March 16, 2026
Vibes vs Algorithms
Kevin Boone: The "small web" is bigger than you might think
Small Web, Big Feelings: vibes, Google drama, and 9,000 active blogs
TLDR: A developer tallied Kagi’s “small web” and found roughly 9,000 regularly updated, ad‑free personal sites—way more than many expected. Commenters are split between “it’s a mindset” optimism, “you can’t resurrect the ’90s” cynicism, and anger at Google burying blogs, plus a fight over excluding slow-but-great blogs.
Kevin Boone crunched some feel‑good numbers: Kagi’s community‑curated “small web” list ballooned from about 6,000 to 32,000 entries, and after filtering for working feeds and at least monthly updates, there are still around 9,000 active indie sites. He also nods to the ultra‑minimal Gemini scene (about 6,000 “capsules,” many quiet), where feed aggregators let you browse fresh posts like a tiny, cozy timeline.
Cue the comments section meltdown. One camp cheers that the small web isn’t a size; it’s a mindset—publish for joy, not clicks. Another camp snaps back that the whole revival is “nostalgia cosplay,” arguing the ’90s magic came from explosive growth that can’t be recreated. The crowd then turns its pitchforks to Big Tech, claiming personal blogs are “buried by Google” and boosting indie tools like marginalia‑search.com to actually find humans again. A power‑user even dropped a one‑liner command to pull random blogs from indieblog.page—like RSS roulette for hipsters.
The spiciest fight? Kagi’s bias toward frequently updated sites. Fans of “slow web” fume that rare, once‑a‑year posts are the real bangers. Jokes flew about “album drop blogs” and “grandma’s site > SEO farm.” Verdict: the small web is bigger than expected—and the real battle is vibes vs. algorithms
Key Points
- •Gemini has roughly 6,000 known capsules, though many appear inactive, and forums show about a hundred active users.
- •Site updates in both the web and Gemini are commonly published via ATOM or RSS feeds in XML.
- •Feed aggregators can list updates from many Gemini capsules on a single page due to the ecosystem’s small size.
- •Kagi’s Small Web list grew from about 6,000 sites last year to approximately 32,000 entries.
- •After filtering invalid or untimestamped feeds and low-activity sites, about 9,000 small web sites update at least monthly.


* _EXERCISE DESCRIPTION_
Pull every line with "Arrival" from the data below and copy it.

Records from a collection of figures:
--------------------------------

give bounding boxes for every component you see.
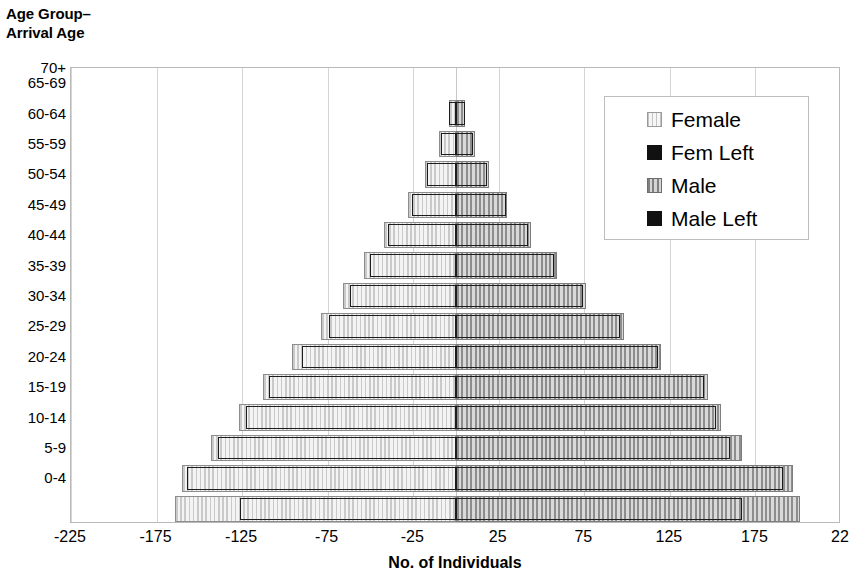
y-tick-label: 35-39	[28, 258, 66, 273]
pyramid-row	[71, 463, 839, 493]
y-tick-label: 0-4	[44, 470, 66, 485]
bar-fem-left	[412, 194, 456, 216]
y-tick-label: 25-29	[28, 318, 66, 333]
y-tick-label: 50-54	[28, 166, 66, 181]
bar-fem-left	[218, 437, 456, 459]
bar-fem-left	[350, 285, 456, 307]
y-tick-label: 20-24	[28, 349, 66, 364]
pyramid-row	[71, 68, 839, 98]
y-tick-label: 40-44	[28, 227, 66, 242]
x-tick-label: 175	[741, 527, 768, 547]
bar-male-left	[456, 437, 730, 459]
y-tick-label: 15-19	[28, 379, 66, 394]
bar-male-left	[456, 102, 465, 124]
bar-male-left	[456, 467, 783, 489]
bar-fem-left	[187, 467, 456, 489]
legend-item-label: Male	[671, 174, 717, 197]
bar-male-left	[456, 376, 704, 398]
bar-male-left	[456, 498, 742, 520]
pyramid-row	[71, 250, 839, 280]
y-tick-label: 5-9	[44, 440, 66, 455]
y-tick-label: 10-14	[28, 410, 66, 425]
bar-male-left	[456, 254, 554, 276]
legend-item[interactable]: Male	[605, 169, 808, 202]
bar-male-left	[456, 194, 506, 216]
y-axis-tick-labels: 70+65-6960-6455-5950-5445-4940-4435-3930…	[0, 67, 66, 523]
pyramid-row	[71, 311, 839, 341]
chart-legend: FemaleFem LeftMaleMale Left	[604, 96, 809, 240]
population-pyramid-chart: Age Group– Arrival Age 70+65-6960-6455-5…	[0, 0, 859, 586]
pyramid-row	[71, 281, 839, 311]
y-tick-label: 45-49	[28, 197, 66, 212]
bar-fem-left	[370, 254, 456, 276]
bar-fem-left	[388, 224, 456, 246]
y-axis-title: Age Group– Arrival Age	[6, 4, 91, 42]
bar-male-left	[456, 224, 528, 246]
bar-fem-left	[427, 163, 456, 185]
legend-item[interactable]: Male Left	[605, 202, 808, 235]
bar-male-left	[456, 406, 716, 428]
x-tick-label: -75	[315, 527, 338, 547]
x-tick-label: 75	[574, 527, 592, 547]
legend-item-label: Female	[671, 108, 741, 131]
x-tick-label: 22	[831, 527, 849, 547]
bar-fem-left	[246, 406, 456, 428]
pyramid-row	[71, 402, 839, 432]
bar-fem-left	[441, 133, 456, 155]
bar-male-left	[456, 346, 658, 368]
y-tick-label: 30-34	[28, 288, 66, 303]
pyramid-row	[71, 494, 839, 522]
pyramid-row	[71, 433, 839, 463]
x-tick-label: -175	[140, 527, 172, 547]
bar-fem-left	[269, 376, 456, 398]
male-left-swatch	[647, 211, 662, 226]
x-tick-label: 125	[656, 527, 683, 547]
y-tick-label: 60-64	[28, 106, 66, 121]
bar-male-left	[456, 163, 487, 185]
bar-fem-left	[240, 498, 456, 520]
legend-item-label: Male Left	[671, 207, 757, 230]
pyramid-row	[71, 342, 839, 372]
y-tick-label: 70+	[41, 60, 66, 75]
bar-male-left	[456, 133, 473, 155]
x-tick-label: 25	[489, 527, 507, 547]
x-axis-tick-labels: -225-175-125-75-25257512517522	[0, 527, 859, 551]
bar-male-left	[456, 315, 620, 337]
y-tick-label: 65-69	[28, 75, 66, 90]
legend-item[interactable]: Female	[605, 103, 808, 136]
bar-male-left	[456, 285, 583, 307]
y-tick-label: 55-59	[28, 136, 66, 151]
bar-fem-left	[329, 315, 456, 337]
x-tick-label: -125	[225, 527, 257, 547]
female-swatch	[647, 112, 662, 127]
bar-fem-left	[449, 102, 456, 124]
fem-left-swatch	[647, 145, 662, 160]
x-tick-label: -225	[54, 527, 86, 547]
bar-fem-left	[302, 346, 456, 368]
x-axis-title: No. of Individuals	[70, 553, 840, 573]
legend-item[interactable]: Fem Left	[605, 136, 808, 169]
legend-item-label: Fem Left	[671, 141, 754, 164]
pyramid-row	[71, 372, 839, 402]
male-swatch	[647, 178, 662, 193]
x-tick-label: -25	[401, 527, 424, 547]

--------------------------------

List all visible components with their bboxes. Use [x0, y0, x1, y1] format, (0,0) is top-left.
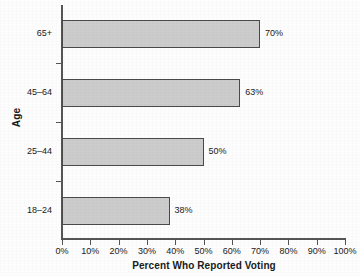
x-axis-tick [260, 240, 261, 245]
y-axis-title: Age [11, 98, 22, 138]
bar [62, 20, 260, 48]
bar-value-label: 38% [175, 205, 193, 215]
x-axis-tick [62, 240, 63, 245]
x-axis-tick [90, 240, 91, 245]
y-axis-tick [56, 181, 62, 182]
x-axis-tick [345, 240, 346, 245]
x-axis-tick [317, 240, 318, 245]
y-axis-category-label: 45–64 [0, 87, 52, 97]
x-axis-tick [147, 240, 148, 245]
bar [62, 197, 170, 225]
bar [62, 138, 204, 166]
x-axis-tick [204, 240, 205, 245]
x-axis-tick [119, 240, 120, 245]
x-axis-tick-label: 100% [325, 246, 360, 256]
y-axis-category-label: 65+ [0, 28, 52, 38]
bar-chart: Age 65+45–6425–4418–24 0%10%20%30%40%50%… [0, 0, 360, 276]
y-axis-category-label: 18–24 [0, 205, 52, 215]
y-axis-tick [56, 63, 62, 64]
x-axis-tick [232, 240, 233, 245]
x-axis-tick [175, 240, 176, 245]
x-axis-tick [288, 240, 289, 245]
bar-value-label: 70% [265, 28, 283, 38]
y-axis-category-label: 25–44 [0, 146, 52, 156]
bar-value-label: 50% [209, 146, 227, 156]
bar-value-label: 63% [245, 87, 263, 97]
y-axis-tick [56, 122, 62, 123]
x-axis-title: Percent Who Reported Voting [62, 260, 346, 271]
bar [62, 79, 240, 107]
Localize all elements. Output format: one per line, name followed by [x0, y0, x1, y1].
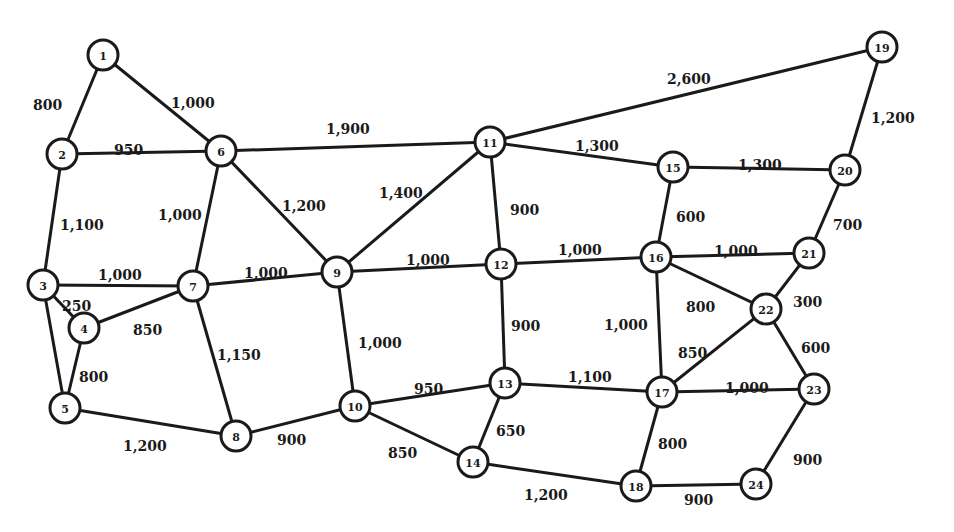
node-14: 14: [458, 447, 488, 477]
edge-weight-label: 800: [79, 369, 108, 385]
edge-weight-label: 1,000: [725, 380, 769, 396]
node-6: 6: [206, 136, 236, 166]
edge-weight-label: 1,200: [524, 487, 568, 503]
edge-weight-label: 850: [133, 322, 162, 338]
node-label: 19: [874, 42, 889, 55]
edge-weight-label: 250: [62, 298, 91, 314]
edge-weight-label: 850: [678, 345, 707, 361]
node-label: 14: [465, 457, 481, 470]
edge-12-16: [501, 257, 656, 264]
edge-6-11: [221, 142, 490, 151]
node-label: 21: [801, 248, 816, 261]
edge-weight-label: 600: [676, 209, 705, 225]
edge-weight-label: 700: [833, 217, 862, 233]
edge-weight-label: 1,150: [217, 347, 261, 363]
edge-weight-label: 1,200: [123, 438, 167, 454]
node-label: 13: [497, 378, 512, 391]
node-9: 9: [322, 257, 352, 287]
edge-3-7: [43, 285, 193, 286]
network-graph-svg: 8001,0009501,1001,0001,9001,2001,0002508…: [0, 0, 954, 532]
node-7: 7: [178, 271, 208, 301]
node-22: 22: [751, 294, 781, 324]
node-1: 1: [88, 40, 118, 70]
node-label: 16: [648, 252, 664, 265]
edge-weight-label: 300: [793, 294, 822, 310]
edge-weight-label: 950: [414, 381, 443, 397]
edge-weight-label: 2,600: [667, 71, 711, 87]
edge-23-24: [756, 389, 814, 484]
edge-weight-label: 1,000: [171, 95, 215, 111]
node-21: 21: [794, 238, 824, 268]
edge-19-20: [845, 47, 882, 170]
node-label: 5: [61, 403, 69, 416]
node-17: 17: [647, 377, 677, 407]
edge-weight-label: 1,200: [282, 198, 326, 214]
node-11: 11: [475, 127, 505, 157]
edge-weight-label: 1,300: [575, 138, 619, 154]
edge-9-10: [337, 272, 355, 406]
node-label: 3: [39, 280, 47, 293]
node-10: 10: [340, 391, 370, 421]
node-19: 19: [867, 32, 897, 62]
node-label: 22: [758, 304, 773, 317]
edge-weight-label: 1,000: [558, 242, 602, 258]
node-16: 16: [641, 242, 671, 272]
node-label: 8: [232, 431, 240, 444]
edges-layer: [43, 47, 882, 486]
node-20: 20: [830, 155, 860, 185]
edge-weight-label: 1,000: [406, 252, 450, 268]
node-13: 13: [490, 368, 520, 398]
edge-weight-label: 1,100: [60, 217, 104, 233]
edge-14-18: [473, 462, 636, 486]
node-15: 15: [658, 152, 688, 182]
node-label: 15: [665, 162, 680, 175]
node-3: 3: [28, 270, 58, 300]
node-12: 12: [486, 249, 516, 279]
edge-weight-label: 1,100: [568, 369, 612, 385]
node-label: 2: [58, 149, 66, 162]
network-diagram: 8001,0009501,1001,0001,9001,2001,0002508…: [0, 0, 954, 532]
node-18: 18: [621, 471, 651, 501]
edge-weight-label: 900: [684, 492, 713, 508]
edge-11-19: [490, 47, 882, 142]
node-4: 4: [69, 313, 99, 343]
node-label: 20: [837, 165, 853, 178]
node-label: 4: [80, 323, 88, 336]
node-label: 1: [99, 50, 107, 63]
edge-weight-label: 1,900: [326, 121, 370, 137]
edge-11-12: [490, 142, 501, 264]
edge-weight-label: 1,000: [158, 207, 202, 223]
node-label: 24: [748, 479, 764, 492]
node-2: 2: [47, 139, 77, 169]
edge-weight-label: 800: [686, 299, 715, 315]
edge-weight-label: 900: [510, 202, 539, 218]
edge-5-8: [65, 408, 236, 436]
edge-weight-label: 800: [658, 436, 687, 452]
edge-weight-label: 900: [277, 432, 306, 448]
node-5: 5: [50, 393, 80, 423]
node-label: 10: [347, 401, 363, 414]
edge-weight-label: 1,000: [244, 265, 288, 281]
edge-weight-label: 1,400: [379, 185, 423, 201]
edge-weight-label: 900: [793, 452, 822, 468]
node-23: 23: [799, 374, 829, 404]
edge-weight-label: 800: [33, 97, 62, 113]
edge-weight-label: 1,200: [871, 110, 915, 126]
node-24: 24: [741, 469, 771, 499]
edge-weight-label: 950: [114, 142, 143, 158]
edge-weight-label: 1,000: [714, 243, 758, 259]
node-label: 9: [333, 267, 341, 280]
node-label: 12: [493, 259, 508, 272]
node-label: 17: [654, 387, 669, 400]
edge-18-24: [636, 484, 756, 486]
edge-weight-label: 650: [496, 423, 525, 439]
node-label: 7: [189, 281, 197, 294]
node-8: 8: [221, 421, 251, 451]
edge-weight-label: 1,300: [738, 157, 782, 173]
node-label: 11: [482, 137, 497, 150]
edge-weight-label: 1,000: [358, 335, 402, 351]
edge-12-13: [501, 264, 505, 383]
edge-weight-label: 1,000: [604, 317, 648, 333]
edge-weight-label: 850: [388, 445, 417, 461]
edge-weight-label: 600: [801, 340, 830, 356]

--------------------------------

* _ANSWER TO THE PROBLEM_
population-pyramid-chart: Age Group– Arrival Age 70+65-6960-6455-5…	[0, 0, 859, 586]
y-axis-title: Age Group– Arrival Age	[6, 4, 91, 42]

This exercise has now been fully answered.